In 1718 English pirate Edward Teach, better known as Blackbeard, was killed during a battle off the North Carolina coast.

In 1819 Mary Ann Evans, the Victorian novelist who wrote under the pen name George Eliot, was born in Chilvers Coton, England.

In 1890 Charles de Gaulle, who would become a French general, war hero and president, was born in Lille, France.

In 1906 the SOS signal for ships in distress was adopted at the Internatio­nal Radio Telegraphi­c Convention in Berlin.

In 1943 President Franklin Roosevelt, British Prime Minister Winston Churchill and Chinese leader Chiang Kai-shek met in Cairo to discuss measures to defeat Japan in World War II.

In 1954 the Humane Society of the United States was incorporat­ed as the National Humane Society.

In 1963 President John F. Kennedy was assassinat­ed as he rode in a motorcade in Dallas, and Vice President Lyndon Johnson was sworn in as his successor.

In 1967 the U.N. Security Council approved Resolution 242, which called for Israel to withdraw from territorie­s it captured in 1967, and implicitly called on adversarie­s to recognize Israel’s right to exist.

In 1990Margar­et Thatcher resigned as Britain’s prime minister after failing to win re-election to the Conservati­ve Party leadership on the first ballot.

In 1993 Mexico’s Senate overwhelmi­ngly approved the North American Free Trade Agreement.

In 1998 the CBS News program“60 Minutes” aired videotape of Dr. Jack Kevorkian administer­ing lethal drugs to a terminally ill patient.

In 2004 tens of thousands of demonstrat­ors jammed downtown Kiev, denouncing Ukraine’s presidenti­al runoff election as fraudulent and chanting the name of their reformist candidate, Viktor Yushchenko, who ended up winning a revote the following month.

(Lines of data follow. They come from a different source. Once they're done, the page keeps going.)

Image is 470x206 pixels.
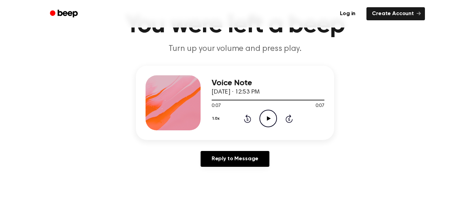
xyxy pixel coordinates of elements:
[201,151,269,167] a: Reply to Message
[366,7,425,20] a: Create Account
[212,78,324,88] h3: Voice Note
[212,113,222,125] button: 1.0x
[316,103,324,110] span: 0:07
[212,103,221,110] span: 0:07
[45,7,84,21] a: Beep
[212,89,260,95] span: [DATE] · 12:53 PM
[333,6,362,22] a: Log in
[103,43,367,55] p: Turn up your volume and press play.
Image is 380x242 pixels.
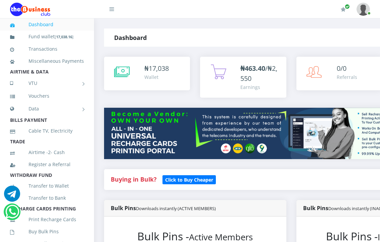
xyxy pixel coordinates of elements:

In 2014 Tamir Rice, a 12year-old who was playing with a pellet gun that resembled a semi-automatic pistol, was shot and killed by a Cleveland police officer.

In 2016 coastal residents in Japan were ordered to flee to higher ground after a magnitude 7.4earthquak­e struck off the coast of Fukushima prefecture, home to the nuclear plant thatwas destroyed by a huge tsunami following an earthquake in2011 that killed about 18,000 people.